Local news has been battered over the past two decades. The rise of the internet shredded some of the long-held monopolies of newspapers and local TV stations on news and classified ads, while social networks like Facebook, Nextdoor, and Citizen have increasingly pulled in reader attention for neighborhood updates. Newspapers have closed, journalists have been decimated, and there are increasing numbers of “news deserts” with no coverage whatsoever.
At the same time, there is a creator revolution underway right now in online media. Audience development, community, and subscription are coming together in fresh ways that seem particularly opportune for local journalism today. Will these new sets of tools finally allow for the rebuilding of local journalism after the last era of hollowing out?
Overstory Media Group (which goes by the expressive OMG) believes precisely that the software tools and business models have been honed to dramatically change the equation for local news. Co-founded and led by Farhan Mohamed, who was formerly editor-in-chief of Vancouver-focused news site Daily Hive, the company operates 10 local news brands and has hired 30 full-time employees as it creates a sustainable and dare I say profitable approach to local media.
“I had my own email newsletter when I was a kid,” Mohamed recounts. I “saw a gap: no one is telling me what is happening around me.” To get a sense of the bootstrapped nature of the operation, he sent the newsletter through Hotmail, and he eventually migrated into the modern world of local journalism. What he found was distressing. The “user experience is terrible, stories are terrible… I don’t know how normal people do this,” he said.
He saw an opportunity in starting over with the basics of what local news means for its own community. “I come from a background of community building, rather than just the news and journalism,” he said. He felt that there was a model of using modern internet technologies to allow readers to be stakeholders in these news operations.
He ultimately linked up with Andrew Wilkinson, who runs Tiny Capital, a fund that buys tiny internet businesses and scales them up while allowing their original founders to exit. He had created a newsletter-driven publication called Capital Daily to cover the developments in Victoria, British Columbia. Very quickly, the publication started getting tens of thousands of subscribers, all for a region with just a few hundred thousand people in it.
Mohamed and Wilkinson came together to found OMG and start to scale the Capital Daily model to more publications. They built out a tech stack centered on Pico, which just closed a new $6.5 million seed round last month, and also designed growth and brand playbooks for switching on new brands.
The goal with each new brand is to get to breakeven as quickly as possible. “We have our models and projections on how long it takes to get a brand sustainable, and with each brand, we are refining that model,” Mohamed said. “Maybe it’s not 12 months to sustainability, but 10 months or even 9 months.” His goal is ambitious: he wants to get to 50 brands and 250 journalists by 2023, and “I also think we could get to 100 brands.”
While the company has what I would dub playbooks, it understands that not every brand is going to be identical. It has a basic structure for how each brand should be built and what cadence new stories need to be delivered, but it is also flexible in responding to the unique needs of each new audience it brings to the table.
For journalists, the company’s pitch is centered on stability and focus on growth. “You have editorial control, you just do what you need to,” he said. “We can help you… we know what is going to work” when it comes to building out community and growth marketing. Perhaps most valuable for journalists is the community of other reporters who are walking the same path and are confronting similar challenges as they expand their communities and subscriber bases.
While the company has been exclusively focused on Canadian brands so far, covering cities as diverse as Vancouver, Victoria, Fraser and Calgary, it also sees opportunities to export its model outside the great white north. “We’ve had conversations with people in the States, in Southeast Asia, in Europe,” Mohamed says.
Obviously at this point, a certain cynicism can enter into any analysis of local news, what with decades of misfires and overly-optimistic dreams of success amidst the rubble of legacy publishing empires. But OMG has a bit of that pop that says, this time, it might just be different.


[YOUR TASK] The answer must be a single number: the count of lines below that contain the string "Where".

***** INPUT FOR THIS TASK

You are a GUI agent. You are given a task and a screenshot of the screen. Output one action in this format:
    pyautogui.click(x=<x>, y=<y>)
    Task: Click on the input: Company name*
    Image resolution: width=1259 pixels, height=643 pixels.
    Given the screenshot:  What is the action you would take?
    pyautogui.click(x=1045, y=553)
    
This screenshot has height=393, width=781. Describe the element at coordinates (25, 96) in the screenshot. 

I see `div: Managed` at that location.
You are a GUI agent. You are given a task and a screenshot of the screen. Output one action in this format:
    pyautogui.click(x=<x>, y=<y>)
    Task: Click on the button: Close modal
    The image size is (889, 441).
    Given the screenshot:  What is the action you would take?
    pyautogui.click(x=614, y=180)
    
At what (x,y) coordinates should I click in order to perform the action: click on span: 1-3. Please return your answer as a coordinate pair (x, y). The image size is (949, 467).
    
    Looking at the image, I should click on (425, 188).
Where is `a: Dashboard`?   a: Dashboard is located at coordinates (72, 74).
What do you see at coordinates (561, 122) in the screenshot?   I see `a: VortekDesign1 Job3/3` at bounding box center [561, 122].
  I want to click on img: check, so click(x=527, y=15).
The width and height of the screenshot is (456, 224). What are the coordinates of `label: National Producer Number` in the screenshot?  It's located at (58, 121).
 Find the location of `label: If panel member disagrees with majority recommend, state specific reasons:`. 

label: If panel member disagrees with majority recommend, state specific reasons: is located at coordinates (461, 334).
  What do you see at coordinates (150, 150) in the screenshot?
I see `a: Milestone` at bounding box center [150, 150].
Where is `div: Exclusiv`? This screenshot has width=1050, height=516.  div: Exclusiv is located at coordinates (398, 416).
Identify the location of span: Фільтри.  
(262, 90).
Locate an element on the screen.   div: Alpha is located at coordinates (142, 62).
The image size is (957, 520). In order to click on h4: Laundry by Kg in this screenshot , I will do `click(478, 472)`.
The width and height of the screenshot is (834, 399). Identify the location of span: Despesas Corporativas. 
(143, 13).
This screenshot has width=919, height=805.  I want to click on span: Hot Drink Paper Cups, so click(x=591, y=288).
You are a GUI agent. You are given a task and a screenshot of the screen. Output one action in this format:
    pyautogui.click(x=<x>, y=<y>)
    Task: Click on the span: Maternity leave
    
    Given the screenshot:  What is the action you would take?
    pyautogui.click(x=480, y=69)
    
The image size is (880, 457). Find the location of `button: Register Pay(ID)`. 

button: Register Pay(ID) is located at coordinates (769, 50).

**********

[EXERCISE OUTPUT] 2